We have a growing knowledge of the sometimes awful truth about the hermetically sealed nuclear family. The quality of family life for many children is such that surprising numbers are choosing not to have families.

This is not a criticism of our parents or grandparents who often faced tough economic imperatives, social struggle and universal emotional ignorance. Despite that, much family happiness and joy was, and is, around. The family could be heroic.

But now, individuals and families are wrestling to establish new frameworks for fulfilling personal lives. This is scary and exciting, uncertain and ambitious.

How do we run successful long-term relationships? Is one life-long committed adult relationship the best outcome or, with lives ever longer, is serial monogamy better?

What is a “marriage” in an emotional and spiritual sense? How do we provide for successful child rearing? Which family-form works better? How can the most complex family-form of all – stepfamilies – work successfully? What are children’s rights? How much at ease are we with sex and sexuality as individuals and as a society? What are the causes and consequences of homosexuality?

Is “having-it-all” – marriage, career, money, and children – closer to having-nothing well? Where are men going – as fathers, as domestic decision-makers, as symbols of strength, as lovers? Do women want to be entirely where feminism has allowed them to go?

How can we immunise ourselves, our relationships and our children from the incessant pressures of mass consumerism, global fashion and mass entertainment? As we find answers to these questions, so a new understanding of relationship and family life will emerge.

“Marriage is right, cohabitation is bad, divorce is damaging”. Such statements are flourished as “told-you-so” solutions. In practice, they confuse and set back the process of self-discovery: “the children of divorce are more likely to experience adverse outcomes”. But is the cause the divorce or the early years of rearing within the marriage the most significant ones in psychological terms?

Few people get divorced on a whim.
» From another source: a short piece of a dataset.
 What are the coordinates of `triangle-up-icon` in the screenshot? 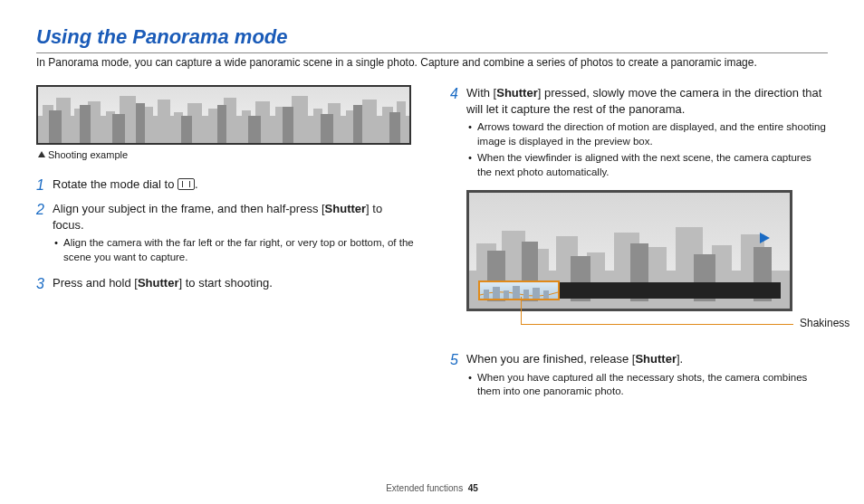 It's located at (42, 154).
Faced with the emotional, financial and locational turmoil at the time of divorce, how does the message “on average you and your children will be better off if you stay married” get heard? “Marriage is best” is a statement that turns off its target group – the unmarried.

If we put aside the black and white thinking which still tends to dominate public debate, we can see why real people are struggling to find some light.

Extra-relationship affairs are and never have been a simple case of right and wrong. It seems that, at various times, we all want the comfort, security and commitment of a permanent relationship and the novelty, excitement and challenge of a new relationship. In the real world, an affair can kick-start a tired marriage back into life. How do we resolve these dilemmas?

Simplistic conclusions from on high are not answers. Government and others can feed the formation of the new moral frameworks but cannot define them. Don’t seek to tell people how to live their lives, particularly if you are a politician or a newspaper. A new morality will be all the more powerful for being self-learnt. We have to hope that it is not stolen by those who have a need to exercise control over others.